Mycenae, the home of the Atreides royal family, is situated on a hill-top on the road leading from Argolic Gulf to Corinth / Athens, etc. The site was inhabited since Neolithic times (about 4000 BC) but reached its peak during the Late Bronze Age (1350-1200 BC), giving its name to a civilization which spread throughout the Greek world. During that period, the acropolis (= highest point of a city) was surrounded by massive “cyclopean” walls which were built in three stages (1350, 1250 and 1225 BC). The outer fortifying walls, are very large stones and must still look similar to 3500 years ago when they were built.
We enter the citadel of Mycenae through the famous Lions’ Gate, because of the two lions above the entranceway, the first monumental sculpture in Europe (13th century BC). Immediately on to our right we come to Grave Circle A, a royal cemetery in which Schliemann found six shaft graves, 19 skeletons, and the incredibly rich burial furnishings which made his discovery one of the great archaeological finds of all time. This is where Schlieman found the ancient mask, which he called “the Mask of Agamemnon” but turned out to be the face of an unknown king from a period 300 years earlier. That mask is probably one of the most recognized ancient artifacts in the world and is still unofficially known as “the mask of Agamemnon”.
The rest of the site is interesting if you know what you are looking at so take the time to read some of the material available in guidebooks. A ramp and stairs lead up from the grave circle to the palace on the top of the hill; unfortunately little remains of the palace except for a Great Court and a megaron (a room with central hearth and inner columns). The view when you get to the top of the hill is spectacular. You are really commanding the valley all the way down to Argos and Nafplion. From here you can follow a path down the back of the site to the Postern Gate and the Secret Cistern, a pitch-dark tunnel leading down some 80 steps through the solid rock. We can then return to the Lion Gate around the north side of the hill.
Outside the city walls, and across the road from Mycenae is the Royal grave or treasury of Atreus, which is one of the most impressive parts of ancient Mycenae. You walk through a passageway into an enormous bee-hive tomb dug into the ground. This is known as “a Tholos tomb” and this was the way the ancient Mycenaean’s began to bury their dead after the 15th century BC. The size of this tomb is incredible, and the stones are so massive that it’s believed that engineers who built Egyptian pyramids must have served as consultants when the Mycenaeans began constructing these “treasuries.”
A second tholos near the grave of Atreus was excavated by Mrs. Schliemann and is called the Tomb of Klytemnestra; it is one of the latest and most finely constructed of the tholoi. The third one called the Tomb of Aigisthos. is much earlier and its roof has collapsed. Returning down the modern road about a kilometre we come to the most famous tholos, the Tomb of Agamemnon; the half-columns, which decorated its doorway, are in the Mycenean Room of the National Museum.
Do not leave from the site without a visit to the museum of Mycenae. From the jewellery found in the graves some are displayed at the site’s museum and some in the Athens Archaeological Museum.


WORK REQUEST: A faithful copy of the entries is needed, one that leaves out the pictures.
Start of GIVEN RECORDS
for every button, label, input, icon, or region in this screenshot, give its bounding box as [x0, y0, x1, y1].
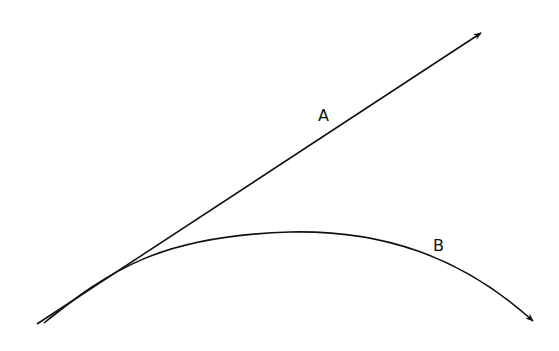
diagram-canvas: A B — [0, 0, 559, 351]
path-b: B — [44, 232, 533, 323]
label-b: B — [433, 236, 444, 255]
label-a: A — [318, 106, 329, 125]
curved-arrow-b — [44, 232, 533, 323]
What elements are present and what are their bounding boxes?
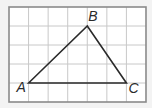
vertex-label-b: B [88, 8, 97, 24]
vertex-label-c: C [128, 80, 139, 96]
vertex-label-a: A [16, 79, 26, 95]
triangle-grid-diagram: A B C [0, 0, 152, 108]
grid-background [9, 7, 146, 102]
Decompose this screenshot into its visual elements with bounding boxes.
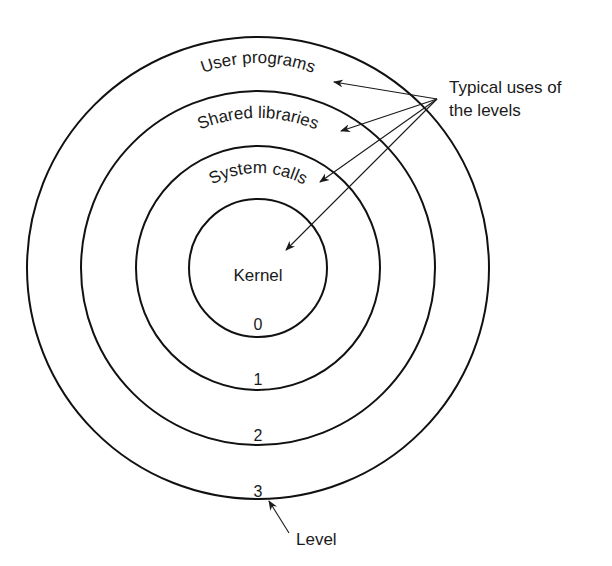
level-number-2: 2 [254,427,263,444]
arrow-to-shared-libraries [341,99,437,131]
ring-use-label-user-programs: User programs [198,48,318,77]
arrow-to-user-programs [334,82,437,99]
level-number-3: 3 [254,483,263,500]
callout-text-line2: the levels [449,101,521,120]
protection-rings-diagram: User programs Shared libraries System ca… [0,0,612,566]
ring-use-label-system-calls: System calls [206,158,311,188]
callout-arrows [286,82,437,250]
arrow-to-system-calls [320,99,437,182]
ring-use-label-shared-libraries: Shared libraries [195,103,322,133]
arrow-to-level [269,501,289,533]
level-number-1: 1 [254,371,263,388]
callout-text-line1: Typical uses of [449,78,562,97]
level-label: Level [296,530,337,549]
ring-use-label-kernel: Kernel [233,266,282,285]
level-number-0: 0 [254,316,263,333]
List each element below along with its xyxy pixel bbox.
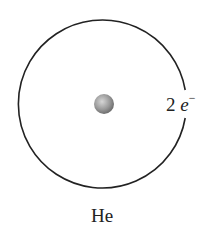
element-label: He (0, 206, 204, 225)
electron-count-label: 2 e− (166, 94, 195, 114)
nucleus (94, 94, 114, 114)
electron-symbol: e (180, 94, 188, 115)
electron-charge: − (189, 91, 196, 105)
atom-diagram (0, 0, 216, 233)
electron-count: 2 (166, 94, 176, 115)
End of GIVEN RECORDS
YOUR SOLUTION:
for every button, label, input, icon, or region in this screenshot, give its bounding box as [x0, y0, x1, y1].
diagram-canvas: A B — [0, 0, 559, 351]
path-b: B — [44, 232, 533, 323]
label-b: B — [433, 236, 444, 255]
label-a: A — [318, 106, 329, 125]
curved-arrow-b — [44, 232, 533, 323]
What elements are present and what are their bounding boxes?
vertex-label-b: B [88, 8, 97, 24]
vertex-label-c: C [128, 80, 139, 96]
vertex-label-a: A [16, 79, 26, 95]
triangle-grid-diagram: A B C [0, 0, 152, 108]
grid-background [9, 7, 146, 102]
Decompose this screenshot into its visual elements with bounding boxes.
level-number-2: 2 [254,427,263,444]
arrow-to-shared-libraries [341,99,437,131]
ring-use-label-user-programs: User programs [198,48,318,77]
arrow-to-user-programs [334,82,437,99]
level-number-3: 3 [254,483,263,500]
callout-text-line2: the levels [449,101,521,120]
protection-rings-diagram: User programs Shared libraries System ca… [0,0,612,566]
ring-use-label-system-calls: System calls [206,158,311,188]
callout-arrows [286,82,437,250]
arrow-to-system-calls [320,99,437,182]
ring-use-label-shared-libraries: Shared libraries [195,103,322,133]
arrow-to-level [269,501,289,533]
level-number-1: 1 [254,371,263,388]
callout-text-line1: Typical uses of [449,78,562,97]
level-label: Level [296,530,337,549]
ring-use-label-kernel: Kernel [233,266,282,285]
level-number-0: 0 [254,316,263,333]
List each element below along with its xyxy pixel bbox.
element-label: He (0, 206, 204, 225)
electron-count-label: 2 e− (166, 94, 195, 114)
nucleus (94, 94, 114, 114)
electron-symbol: e (180, 94, 188, 115)
electron-charge: − (189, 91, 196, 105)
atom-diagram (0, 0, 216, 233)
electron-count: 2 (166, 94, 176, 115)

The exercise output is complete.